If H.G. Wells had not performed poorly on an astronomical physics test and several other exams as a young man, he might have spent the rest of his life as an obscure academic rather than a popular author. He probably would not have written his most famous book, "The War of the Worlds"--a novel that's never gone out of print since its publication in 1898 and that now serves as the inspiration for the Stephen Spielberg film reaching theaters next Wednesday.
Those lousy marks at the Normal School of Science in London's South Kensington are perhaps one of the best things that ever happened to the original Martian chronicler. Wells himself didn't see them that way. He bore a deep grudge. In an 1895 story, "The Argonauts of the Air," his protagonists slam a "flying machine" into the Royal College of Science (as the Normal School had been renamed), causing explosions and fatalities. It's difficult to interpret the episode as something other than a morbid act of literary terrorism.

Even this didn't flush the anger out of his system. Three years later, in "The War of the Worlds," Wells unleashed those iconic tripods and their devastating heat rays on his old stomping ground. In a letter, he boasted of "selecting South Kensington for feats of peculiar atrocity."

Perhaps the professors got the message and began to practice grade inflation. Whatever the case, the author's lingering resentment highlights one of the central aspects of his work: He simply couldn't accept the world he encountered in his everyday life. Disappointments often sparked a destructive urge. The man was nothing if not a radical who yearned to reshape the fundamentals of human society through books and politics.

Wells was a pioneer of science fiction more than a generation before Hugo Gernsback coined the term in the 1920s, and he's often lumped together with another child of the 19th century, Jules Verne. When the two are compared--and Wells hated it when they were, because he held the Frenchman in low regard--Verne usually comes off as a relative lightweight. His fiction tended to focus on the gadgetry of hot-air balloons and submarines. Wells was no slouch on technical details, but he was far more interested in concocting grand theories about life, the universe and everything.
Verne at least got a few things startlingly right: In "From the Earth to the Moon" (1866), he described a rocket launching from the coast of Florida, not far from Cape Canaveral. On the return trip, Verne's astronauts splash down in the ocean close to the place where the Apollo 11 crew actually did.

Wells, for his part, was often appallingly wrong. "Human history is in essence a history of ideas," he once wrote. That may be, but Wells flirted with the worst ideas of his time. After interviewing Lenin, Wells called him "creative" and described communism as the best hope for reforming Russia.

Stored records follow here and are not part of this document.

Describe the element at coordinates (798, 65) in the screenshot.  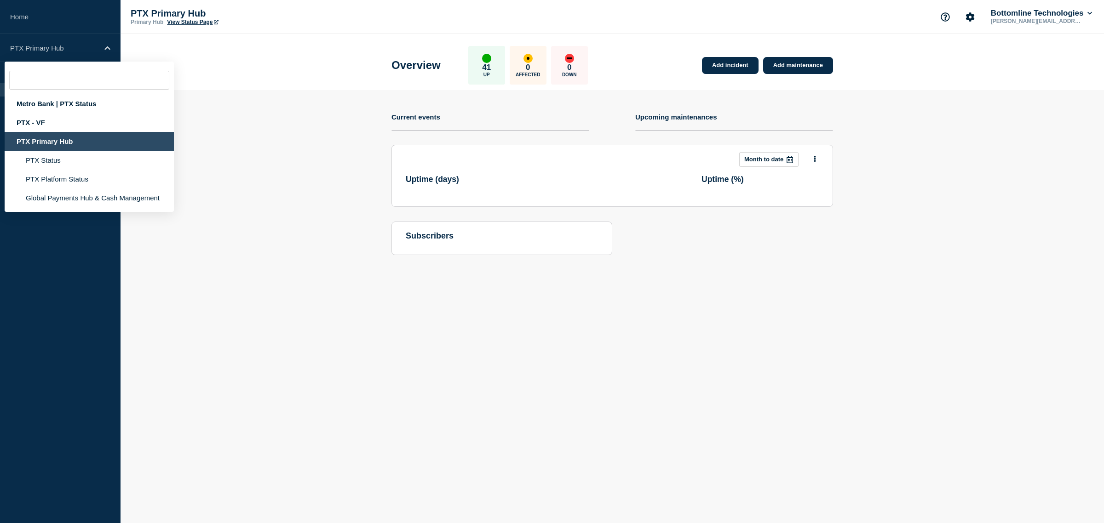
I see `a: Add maintenance` at that location.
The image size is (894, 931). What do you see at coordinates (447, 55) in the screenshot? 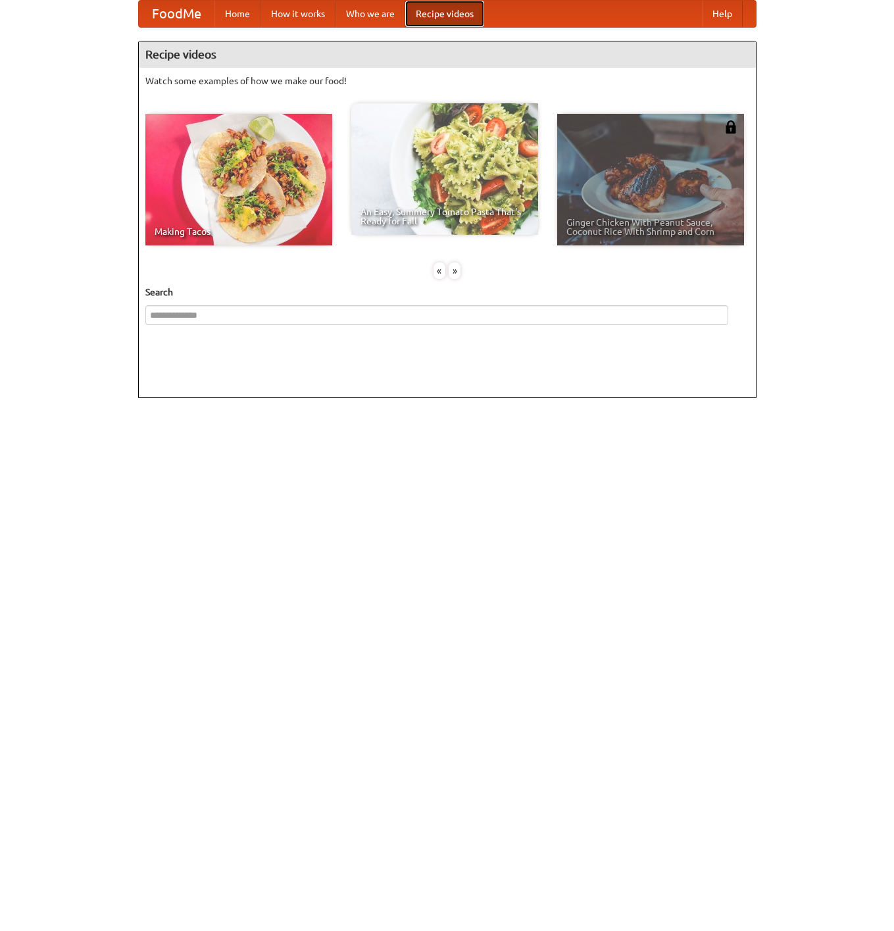
I see `h4: Recipe videos` at bounding box center [447, 55].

The man simply never met a collectivist movement that didn't intrigue him. "There is good in these Fascists," he said of Italians in 1927. "There is something brave and well-meaning about them." He despised Catholicism and mocked Jewish traditions as "nonsense." It was for views such as these that George Orwell delivered a blunt verdict in 1941: "Much of what Wells has imagined and worked for is physically there in Nazi Germany."

Orwell also was referring to the utopianism that distinguished so much of what Wells wrote. Whereas the author of "Animal Farm" and "1984" possessed a keen sense of how and why totalizing states go badly wrong, Wells was constantly drawing up plans for ideal societies driven by rationalist principles and governed by high-minded elites. This could lead to bizarre results: In "Men Like Gods," Wells envisioned a scheme of eugenic reproduction and centralized planning so perfect (in his mind) that everybody went shamelessly nude.

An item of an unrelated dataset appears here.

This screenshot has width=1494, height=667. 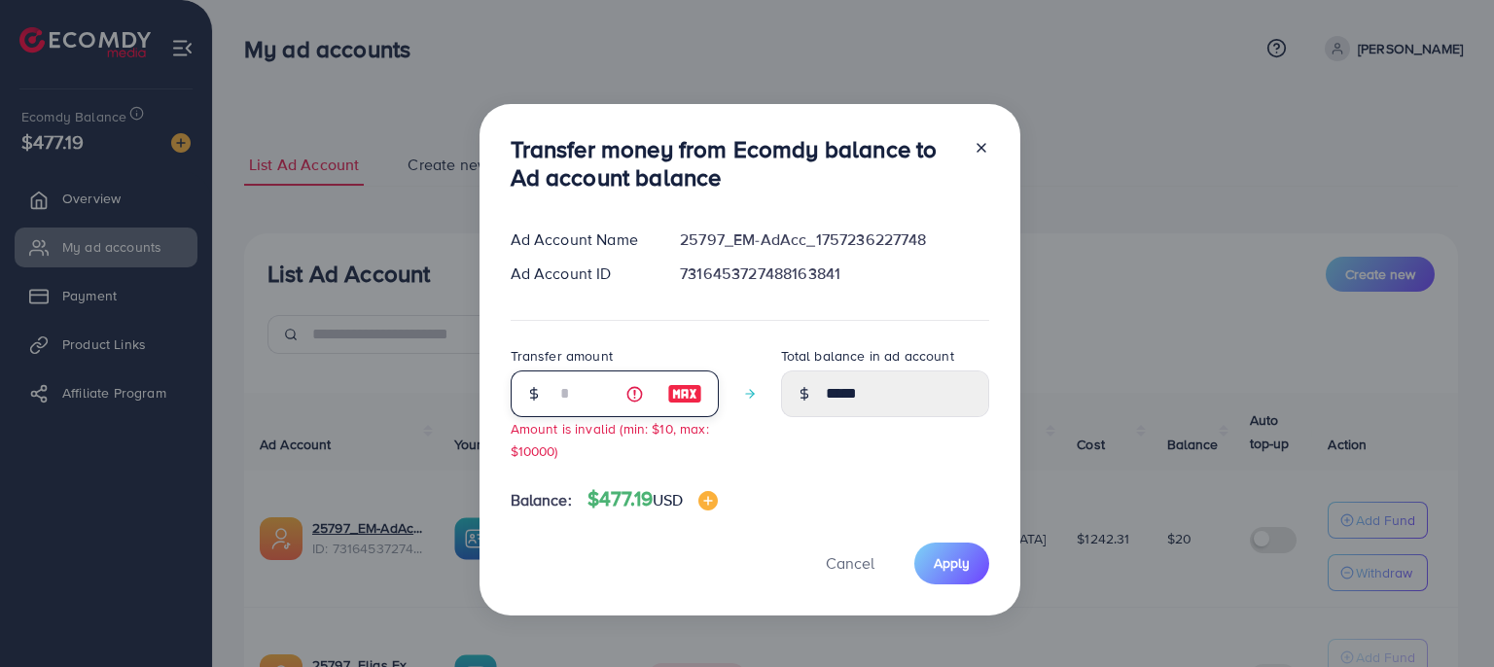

Defending this particular notion, Wells commented that the practice of wearing clothes was a silly taboo. He certainly had little patience for sexual mores. Admirers have hailed Wells as a proto-feminist, but he was more accurately an advocate of free love--a doctrine that typically benefits men who shirk their duties. As it happened, Wells treated the women in his life shabbily. He cheated on his wives and impregnated his mistresses.

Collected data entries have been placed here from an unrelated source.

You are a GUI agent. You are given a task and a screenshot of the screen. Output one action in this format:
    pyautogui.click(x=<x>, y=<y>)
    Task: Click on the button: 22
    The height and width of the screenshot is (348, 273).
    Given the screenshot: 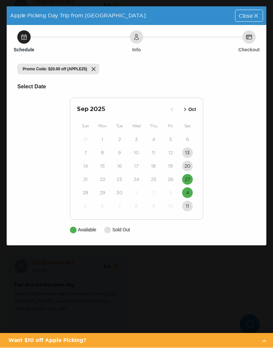 What is the action you would take?
    pyautogui.click(x=103, y=180)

Maybe he was just acting on Darwinian impulses. Wells was in fact a strident devotee of the evolutionary creed, which he learned from the biologist T.H. Huxley at the Normal School. "The War of the Worlds" is best interpreted as an aggressive statement of what C.S. Lewis called "Wellsianity"--the promotion of materialistic science as true faith. The moral of the story may be found in the novel's first sentence, which describes the sobering reality of "intelligences greater than man's and yet as mortal as our own." Humans aren't noble creatures of God, but animal feed for hungry Martians. If we are to go on living, it isn't for any purpose greater than "the sake of the breed" (as one character says in a late chapter).
At least Wells didn't let the Martians get away with their dastardly plot. They fall victim to disease spread by bacteria, which Wells called "the humblest things that God, in his wisdom, has put upon the earth." The author of these words would have profited from a little more humility himself. We should be grateful that he left his imprint on the science-fiction genre, and almost nowhere else.